Book Revolting Prostitutes

Download or read book Revolting Prostitutes written by Molly Smith and published by Verso Books. This book was released on 2018-11-06 with total page 289 pages. Available in PDF, EPUB and Kindle. Book excerpt: How the law harms sex workers—and what they want instead Do you have to endorse prostitution in order to support sex worker rights? Should clients be criminalized, and can the police deliver justice? In Revolting Prostitutes, sex workers Juno Mac and Molly Smith bring a fresh perspective to questions that have long been contentious. Speaking from a growing global sex worker rights movement, and situating their argument firmly within wider questions of migration, work, feminism, and resistance to white supremacy, they make it clear that anyone committed to working towards justice and freedom should be in support of the sex worker rights movement.

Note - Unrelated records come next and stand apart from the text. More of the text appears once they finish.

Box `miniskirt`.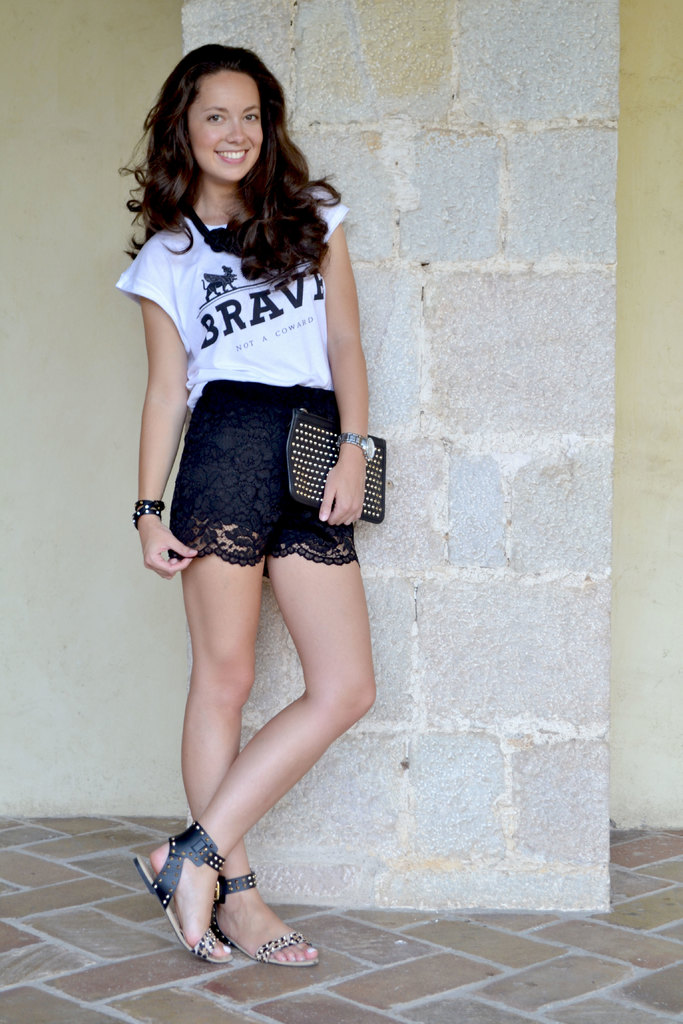
<bbox>163, 378, 365, 579</bbox>.
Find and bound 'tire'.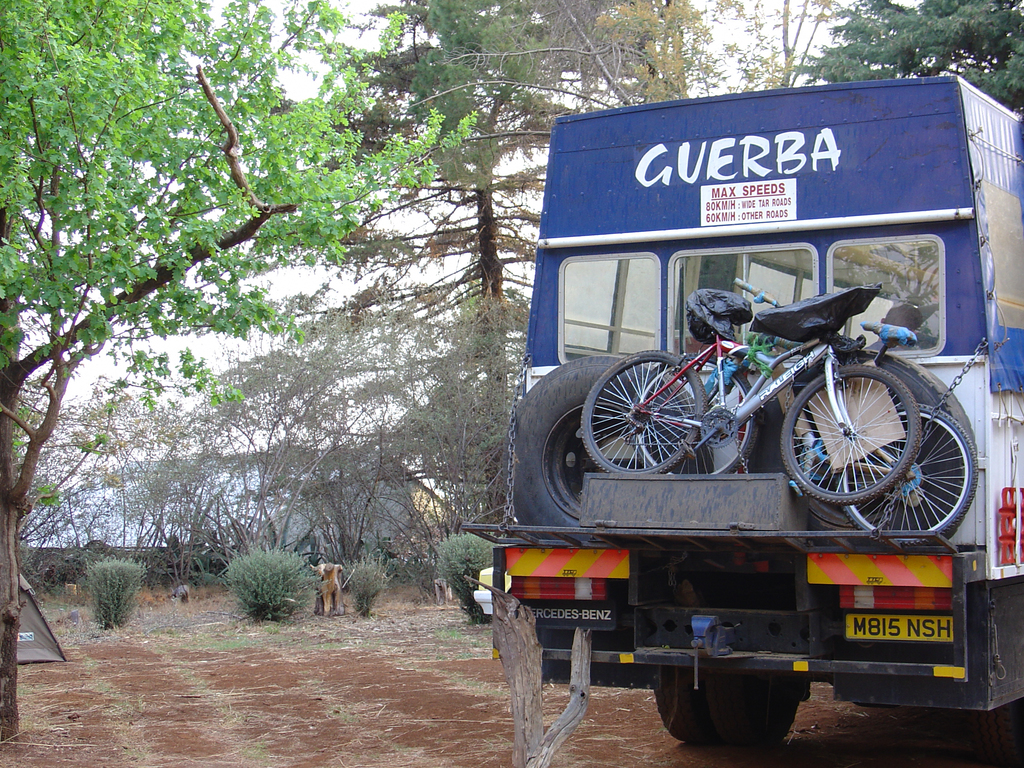
Bound: Rect(780, 363, 920, 504).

Book Revolting Prostitutes

Download or read book Revolting Prostitutes written by Molly Smith and published by Verso Books. This book was released on 2018-11-06 with total page 347 pages. Available in PDF, EPUB and Kindle. Book excerpt: How the law harms sex workers - and what they want instead Do you have to endorse prostitution in order to support sex worker rights? Should clients be criminalized, and can the police deliver justice? In Revolting Prostitutes, sex workers Juno Mac and Molly Smith bring a fresh perspective to questions that have long been contentious. Speaking from a growing global sex worker rights movement, and situating their argument firmly within wider questions of migration, work, feminism, and resistance to white supremacy, they make it clear that anyone committed to working towards justice and freedom should be in support of the sex worker rights movement.